_EXERCISE DETAILS_
Print each entry in full, word for word, with no pictures in the result.

[Physical quantity readout data]
....

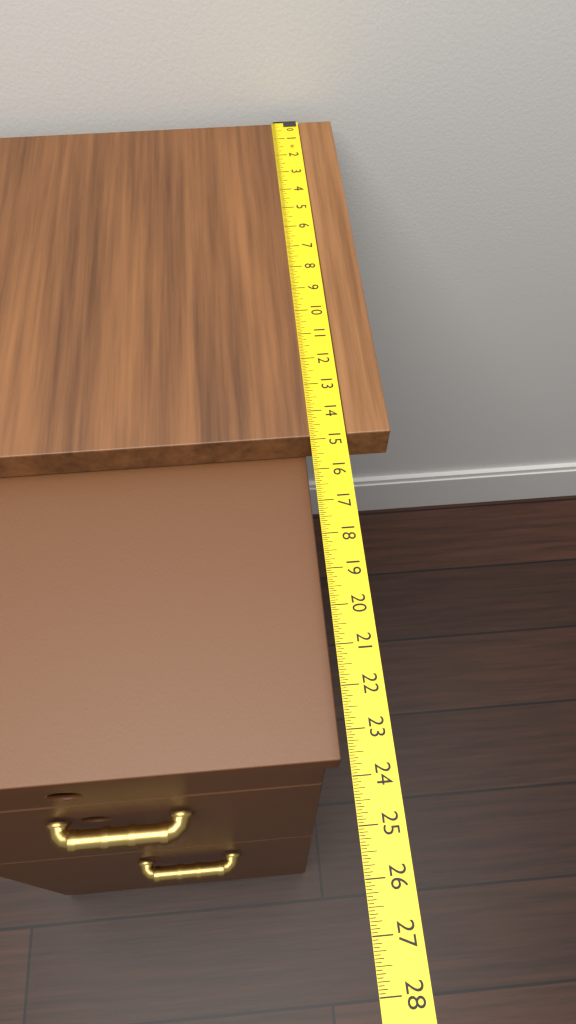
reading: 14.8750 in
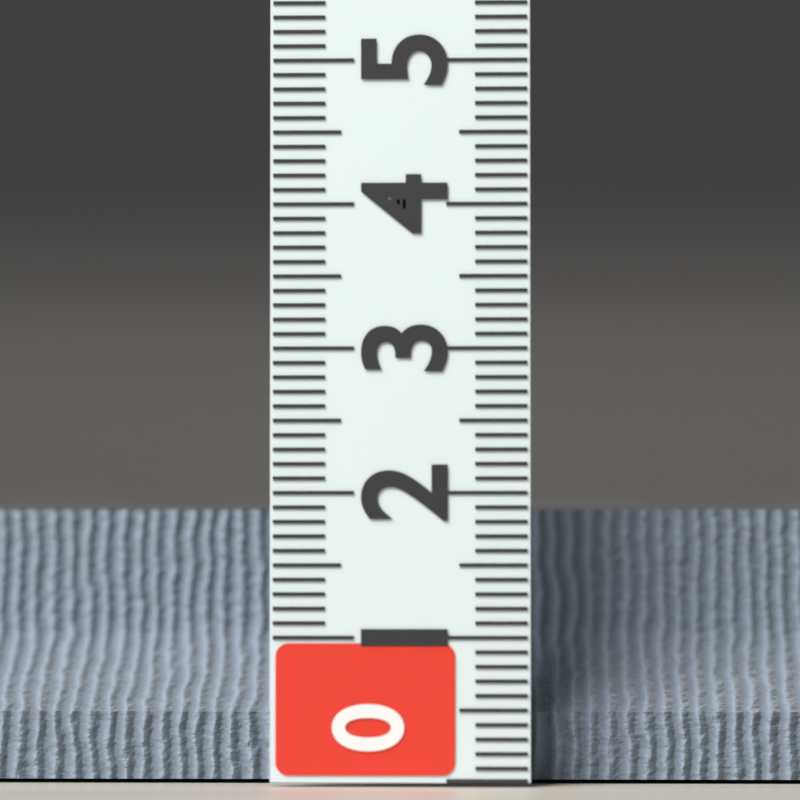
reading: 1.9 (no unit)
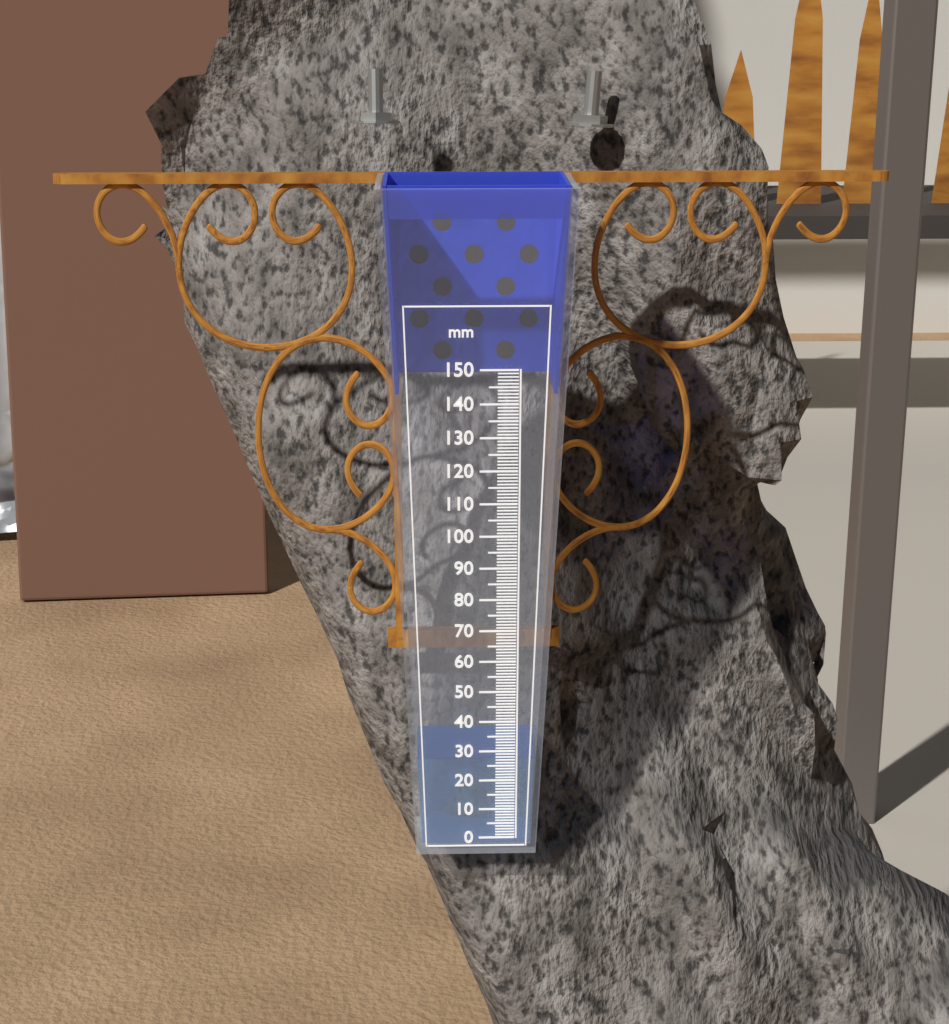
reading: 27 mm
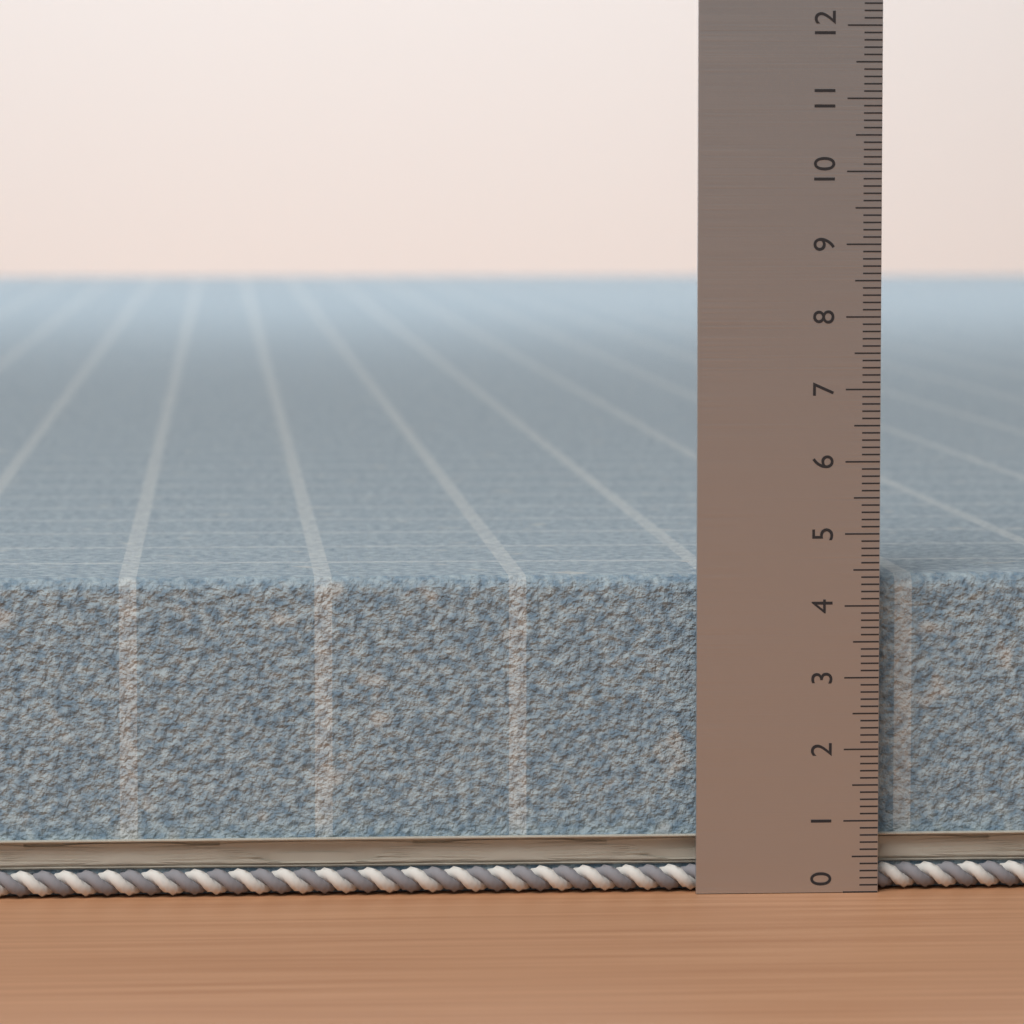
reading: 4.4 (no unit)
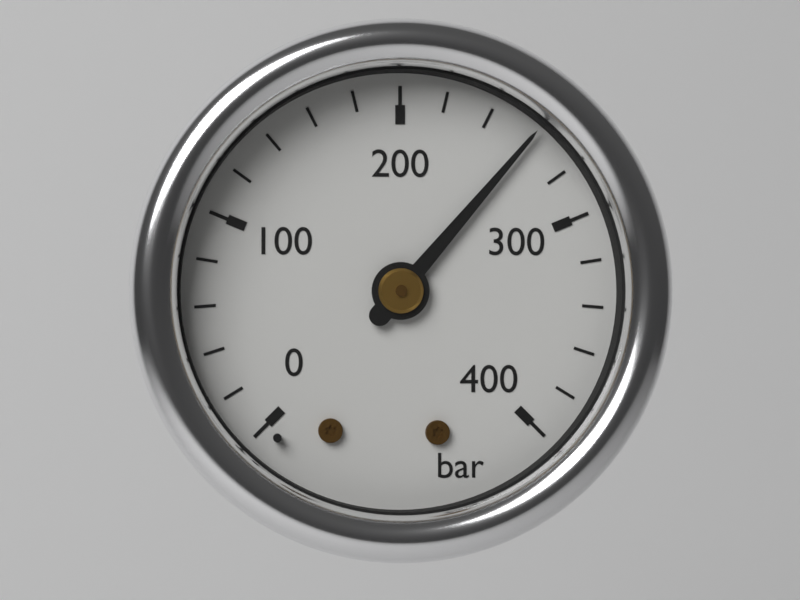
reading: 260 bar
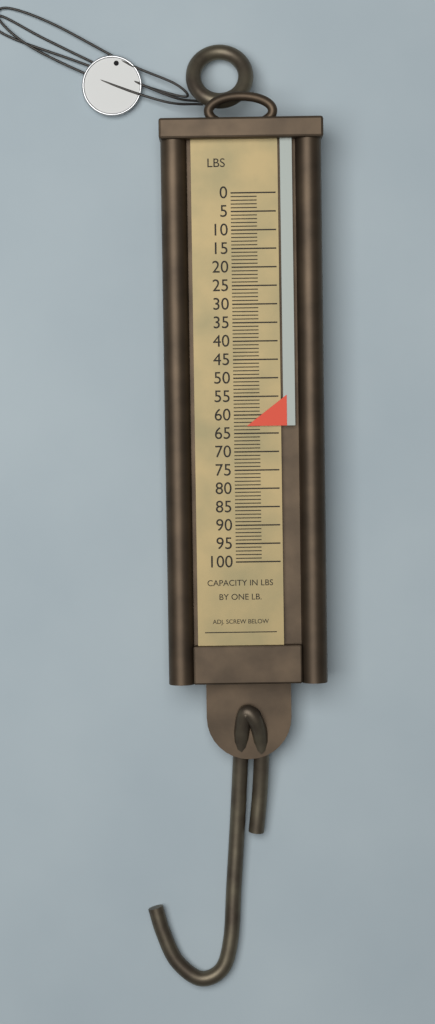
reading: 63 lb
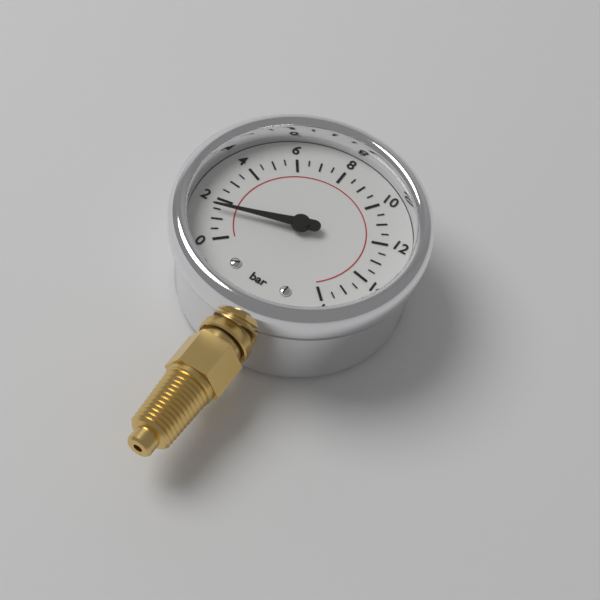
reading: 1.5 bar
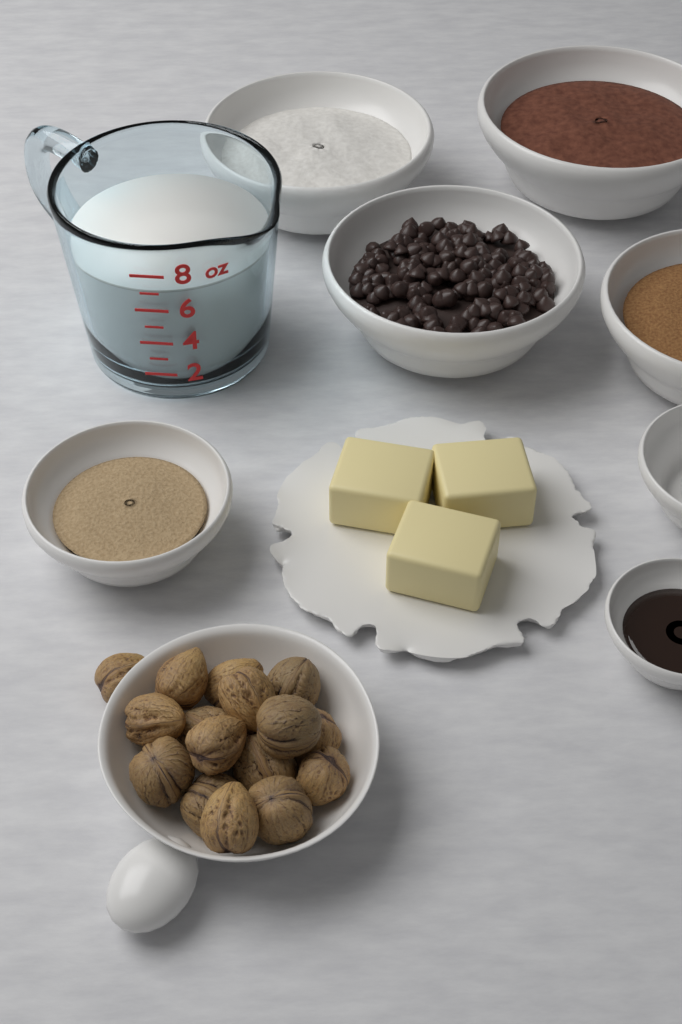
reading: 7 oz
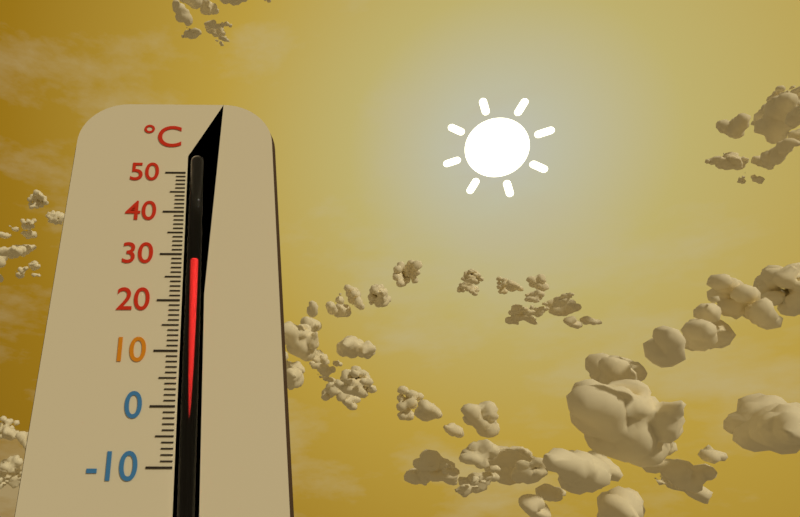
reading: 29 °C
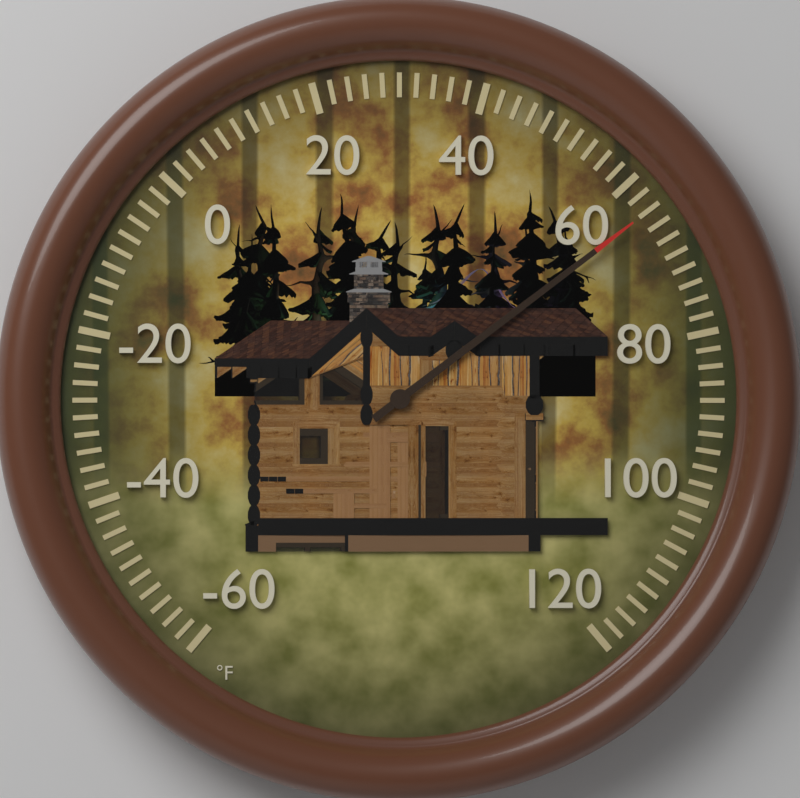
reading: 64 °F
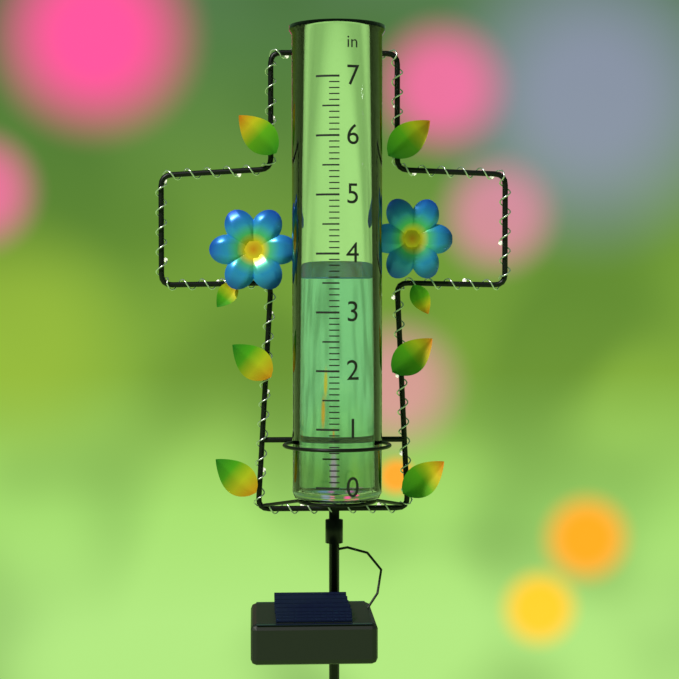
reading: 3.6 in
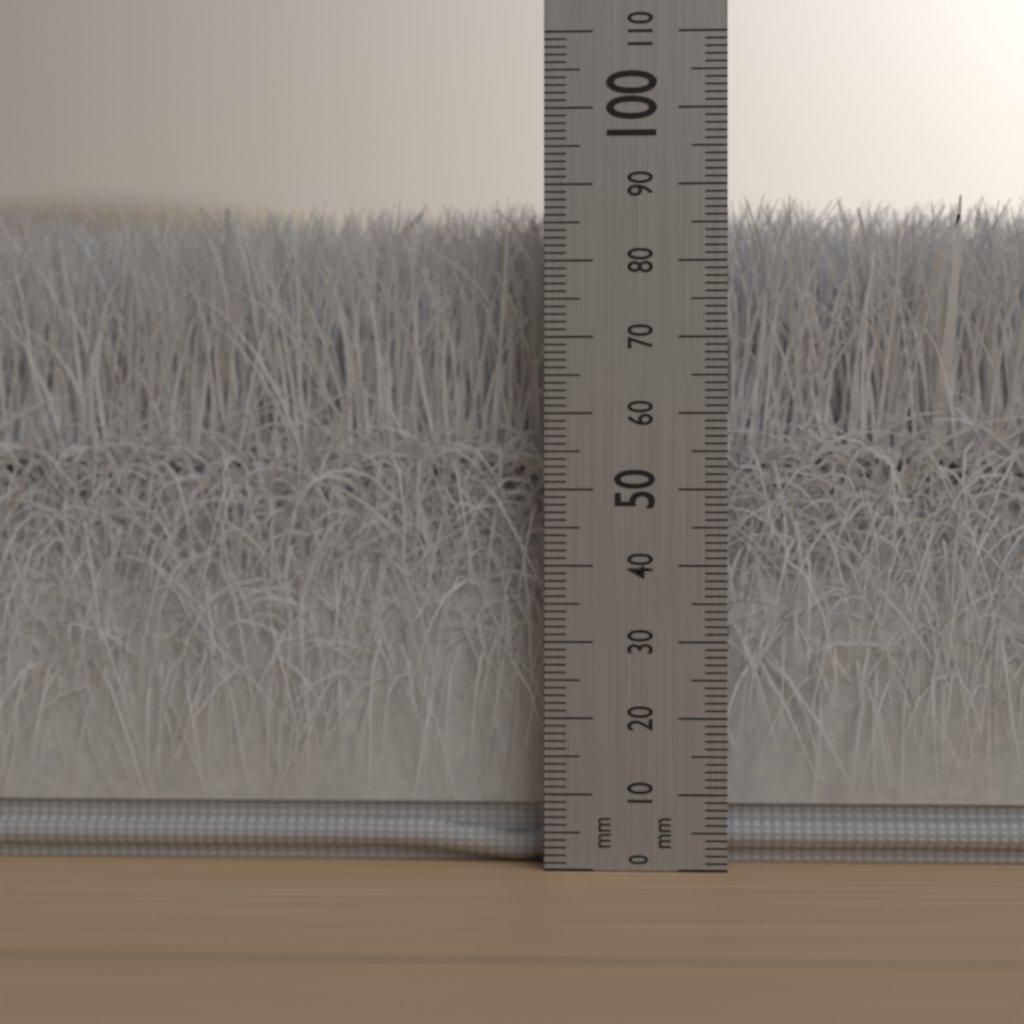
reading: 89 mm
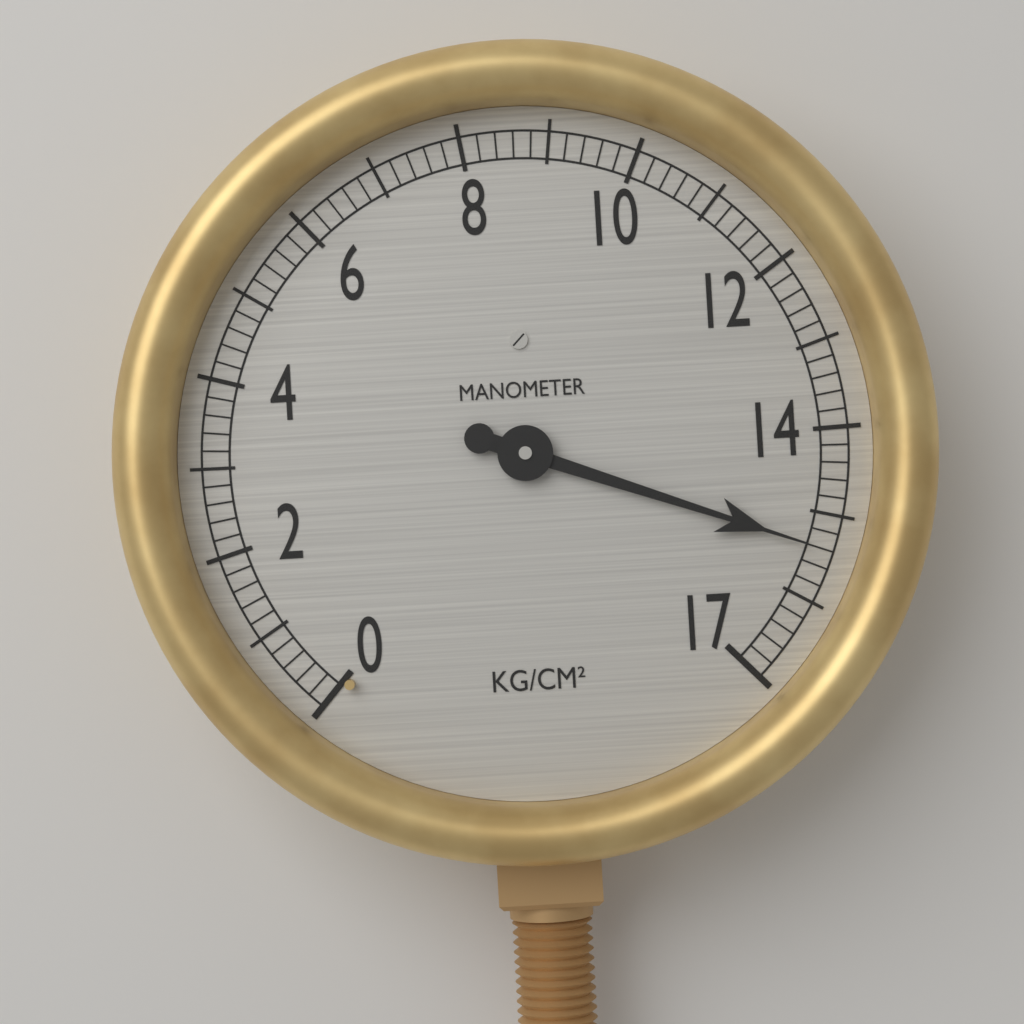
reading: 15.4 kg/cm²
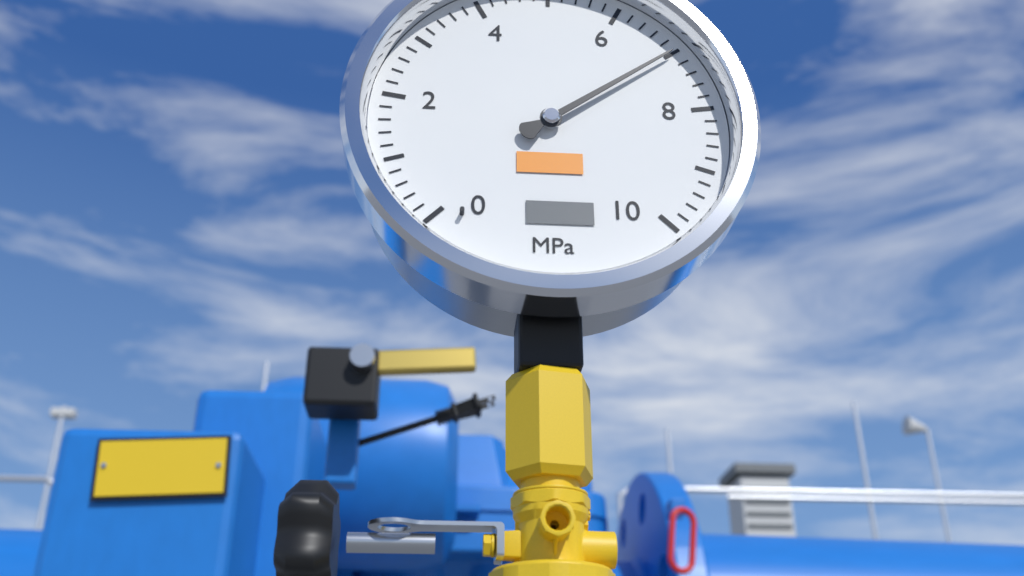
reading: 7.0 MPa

....

_RESPONSE TO THE TASK_
reading: 14.8750 in
reading: 1.9 (no unit)
reading: 27 mm
reading: 4.4 (no unit)
reading: 260 bar
reading: 63 lb
reading: 1.5 bar
reading: 7 oz
reading: 29 °C
reading: 64 °F
reading: 3.6 in
reading: 89 mm
reading: 15.4 kg/cm²
reading: 7.0 MPa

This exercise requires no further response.